Huawei did have a card it could play, however: its $3 billion annual research and development budget. The company’s commitment and investment in making great products was not widely known in India, but Huawei had the bonafides to push back on the perception that it made cheap products. How they did it is the interesting part.

A typical approach would have been to advertise the fact that Huawei spent heavily in R&D, showcase some of their innovations, and flood the market with this messaging. Instead, the company made its R&D operations, and by extension its people more visible in India and let the company’s actions speak for themselves. Huawei established R&D facilities in Chennai and hired local Indians to fill 90% of the positions and worked with local companies to source materials. It took the same approach with the service centers it established in India. Overtime, instead of being converted via advertising, more and more Indians knew someone working at Huawei and had personal experience hearing about the company’s innovative operations and commitment to making good products.

Do your research

There are 4,300 Starbucks locations in China, and they’ve all opened in the last 20 years since Starbucks entered China in 1999. In case you hadn’t heard, the Chinese prefer tea. In fact, even up until 2006, it was hard to find a cup of coffee in China outside of a Western hotel chain. So, how did Starbucks see so much success? And how did they sustain it to the point of, by the summer of 2018, opening a new location every 15 hours?

Research told Starbucks that an advertising blitz could be seen as culturally insensitive, a Western affront to China’s traditional tea culture. Stores were opened in high traffic, high visibility areas and, most crucially, tea-based products were added to the menu. Additionally, there was concern that the Chinese market would not respond well to a brand like Starbucks, a high profile capitalist institution. More research showed that by the late 1990’s, a significant portion of China’s population was open to “Western style” as an indicator of modernity and status, and saw consuming Western products as a way to communicate a higher quality of life. In the years since, the success Starbucks has seen since has proven the credibility of these insights.

It’s easy to get distracted by Starbucks’ rapid expansion in China, but how did the brand initially convert tea drinkers into cosmopolitan Starbucks fans? It wasn’t the coffee. The brand’s success in other parts of the world had been based on providing a “third place” between home and work for people to meet and spend time together. In America, that meant replicating (and adapting) a café culture prevalent in Italy. As it turns out, China was also looking for a way to revitalize its own third place: the tea house. Starbucks understood what it was providing its customers, beyond coffee, and then did the research necessary to see how to apply that to a new market.

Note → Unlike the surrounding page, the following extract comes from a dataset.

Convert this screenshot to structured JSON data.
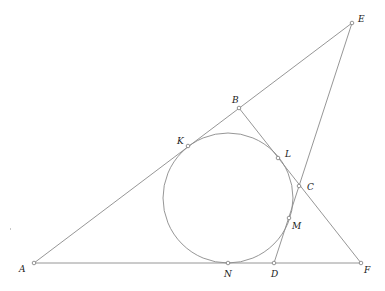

Few brands have a CEO like Richard Branson, or a $3 billion research and development budget, or the capacity to take advantage of growing demand like Starbucks has in China. However, every brand looking to break into a market and connect with a new audience can learn from these examples. Whether that means cultivating brand affinity with a niche audience before looking to expand (like Red Bull), showing your differentiator through your actions rather than telling about it in your advertising (like Huawei), or doing the necessary research to understand how to approach a new audience (like Starbucks), these strategies can be leveraged by any organization.